How has climate change already affected the region?

Pakistan is responsible for less than 1% of the world’s world -quality gases, as the data of the European Union show, but, according to the global climate deficiency, is the most at risk of the climate crisis in the climate crisis.

Climate change has already changed the region’s landscape.

“The monsoon itself shifts under climate change, with longer drying magic being interrupted by short, extreme rain schools – patterns that have tripled strong precipitation events across India in recent decades,” said Koll.

Pakistan has recently suffered its most devastating monsoon in 2022, when widespread floods killed almost 2,000 people, driven out thousands and caused an estimated 40 billion US dollars.

Men transport water bottles on a motorcycle through a flooded road in the middle of a rain in Lahore, Pakistan, August 9, 2025. - Mohin Raza/Reuters

Men transport water bottles on a motorcycle through a flooded road in the middle of a rain in Lahore, Pakistan, August 9, 2025. – Mohin Raza/Reuters

Since then, fatal floods have taken place every year. A recently carried out study showed that the precipitation that hit Pakistan between June and July this year was heavier due to the climate crisis.

In Pakistan, the timing, the location and the amount of monsoon rain has shifted so that this “average rainfall seems to have decreased in Pakistan, but the frequency of heavy rainfall has increased,” said Sheikh.

Dürre and floods can influence the country in the same month during the monsoon, so that water availability in a country that already suffers in a severe water crisis becomes more uncertain. “This affects our nutritional security and our cultivation patterns,” said Sheikh.

The devastation and financial tribute due to the floods in Pakistan, India and Nepal this year are the climate crisis at around 1.2 degrees Celsius of global warming since industrialization.

But the world is about 3 degrees Celsius on the right track by the end of the century, since people continue to homice fossil fuels on planets. And scientists warn that every fraction of a certain degree of warming worsens the effects of the crisis.

Call the countries to contract

The Himalaya, Karakoram and Hindu Kush regions comprise eight countries and extreme weather events in another have an impact in another.

It is “super critical” for the governments of this South Asian nations to come together, said Sheikh.

“We are exposed to the same problems and there are similar solutions,” he said.

“But our ability to learn from each other and to learn the scientific knowledge of the other, the common knowledge is absolutely disabled. And that is very harmful to us.”

But the relationships between Pakistan and India have already deteriorated to their lowest levels in May when both sides escalated a long -term conflict in Kashmir, which caused India to suspend a key contract that rules the parts of the water of the Indus that flows through both countries.

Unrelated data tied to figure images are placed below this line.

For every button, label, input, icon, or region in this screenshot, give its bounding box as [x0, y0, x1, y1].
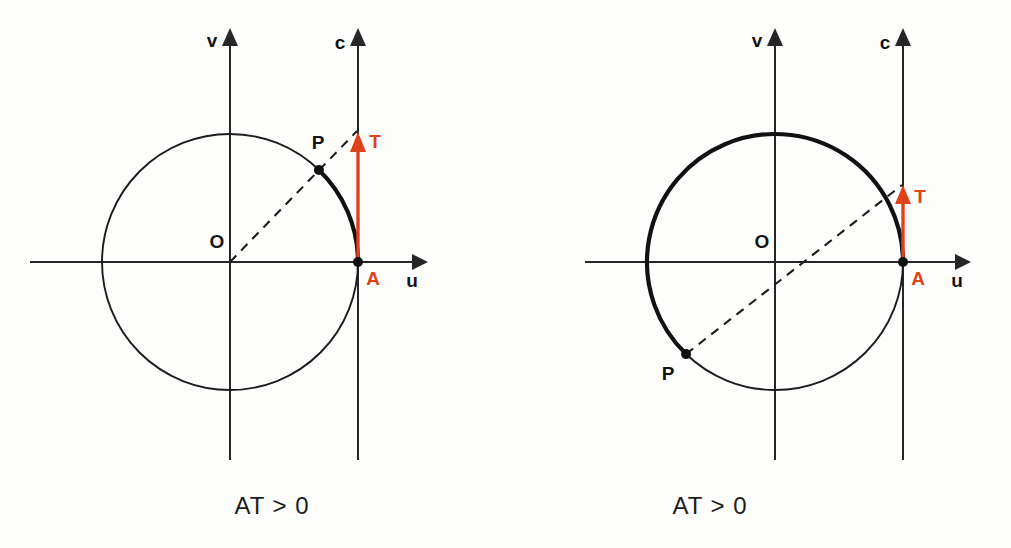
point-p-dot	[681, 349, 691, 359]
point-t-label: T	[914, 186, 926, 207]
v-axis-label: v	[207, 30, 218, 51]
diagram-panel-right: v c u O P A T AT > 0	[505, 0, 1011, 548]
point-p-label: P	[662, 363, 675, 384]
point-t-label: T	[369, 131, 381, 152]
c-axis-arrowhead	[350, 28, 366, 46]
u-axis-arrowhead	[412, 254, 428, 270]
c-axis-label: c	[880, 32, 891, 53]
c-axis-arrowhead	[895, 28, 911, 46]
panel-caption: AT > 0	[672, 492, 747, 519]
point-a-dot	[353, 257, 363, 267]
origin-label: O	[755, 231, 770, 252]
v-axis-arrowhead	[767, 28, 783, 46]
v-axis-label: v	[752, 30, 763, 51]
u-axis-label: u	[951, 270, 963, 291]
figure-root: v c u O P A T AT > 0 v c u	[0, 0, 1011, 548]
point-a-label: A	[366, 268, 380, 289]
point-p-dot	[314, 165, 324, 175]
v-axis-arrowhead	[222, 28, 238, 46]
radius-dashed-line	[686, 185, 902, 354]
u-axis-label: u	[406, 270, 418, 291]
origin-label: O	[210, 231, 225, 252]
point-a-dot	[898, 257, 908, 267]
c-axis-label: c	[335, 32, 346, 53]
highlighted-arc	[319, 170, 358, 262]
tangent-arrowhead	[895, 185, 911, 204]
u-axis-arrowhead	[955, 254, 971, 270]
panel-caption: AT > 0	[234, 492, 309, 519]
diagram-panel-left: v c u O P A T AT > 0	[0, 0, 505, 548]
point-p-label: P	[312, 132, 325, 153]
point-a-label: A	[911, 268, 925, 289]
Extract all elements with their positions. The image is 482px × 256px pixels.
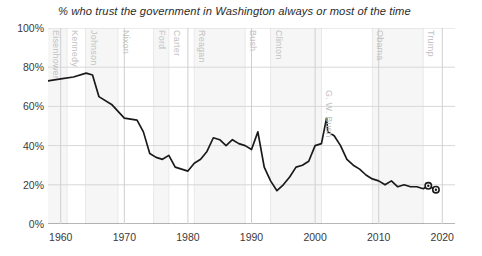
y-tick-label: 60% bbox=[4, 100, 44, 112]
x-tick-label: 1990 bbox=[240, 231, 263, 243]
president-band bbox=[271, 28, 322, 224]
trust-in-government-chart: % who trust the government in Washington… bbox=[0, 0, 482, 256]
president-band bbox=[372, 28, 423, 224]
y-tick-label: 100% bbox=[4, 22, 44, 34]
chart-title: % who trust the government in Washington… bbox=[58, 5, 411, 17]
y-tick-label: 40% bbox=[4, 140, 44, 152]
president-band bbox=[48, 28, 67, 224]
x-tick-label: 1980 bbox=[176, 231, 199, 243]
x-tick-label: 1960 bbox=[49, 231, 72, 243]
plot-area: EisenhowerKennedyJohnsonNixonFordCarterR… bbox=[48, 28, 455, 224]
x-tick-label: 2020 bbox=[431, 231, 454, 243]
y-tick-label: 0% bbox=[4, 218, 44, 230]
x-tick-label: 2010 bbox=[367, 231, 390, 243]
x-tick-label: 2000 bbox=[303, 231, 326, 243]
president-band bbox=[194, 28, 245, 224]
data-point-marker-core bbox=[427, 185, 429, 187]
line-chart-svg bbox=[48, 28, 455, 224]
president-band bbox=[86, 28, 118, 224]
y-axis: 0%20%40%60%80%100% bbox=[0, 0, 44, 256]
x-tick-label: 1970 bbox=[113, 231, 136, 243]
y-tick-label: 20% bbox=[4, 179, 44, 191]
y-tick-label: 80% bbox=[4, 61, 44, 73]
data-point-marker-core bbox=[435, 189, 437, 191]
president-band bbox=[154, 28, 169, 224]
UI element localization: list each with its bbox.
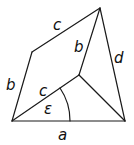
- diagram-canvas: c b b d c ε a: [0, 0, 134, 145]
- label-a: a: [58, 126, 67, 144]
- label-b-left: b: [6, 76, 16, 94]
- label-epsilon: ε: [44, 100, 52, 118]
- quadrilateral-diagram: c b b d c ε a: [0, 0, 134, 145]
- label-b-inner: b: [74, 38, 84, 56]
- label-c-top: c: [53, 16, 62, 34]
- edge-inner-to-right: [79, 75, 125, 121]
- edge-c-top: [32, 8, 100, 52]
- angle-epsilon-arc: [60, 88, 70, 121]
- label-d: d: [114, 49, 124, 67]
- label-c-inner: c: [39, 82, 48, 100]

In this aerial photo, voluntary help for the residents after falling floods on August 18, 2025 in the province of North Pakistan Khyber Pakhtunkhwa to the mountain province Khyber Pakhtunkhwa. - Abdul Majeed/AFP/Getty Images

In this aerial photo, voluntary help for the residents after falling floods on August 18, 2025 in the province of North Pakistan Khyber Pakhtunkhwa to the mountain province Khyber Pakhtunkhwa. – Abdul Majeed/AFP/Getty Images

“That is why the Indus water contract needs another life contract to tackle aspiring climate threats and challenges in the water sector,” he said.

The structure of resilience is crucial for the millions of people who live downstream in India, Pakistan, Nepal and Bangladesh.

This means “avoidance of settlements, construction and mining areas in danger zones, the enforcement of the climate-resistant infrastructure and strengthening early warning systems,” said Koll.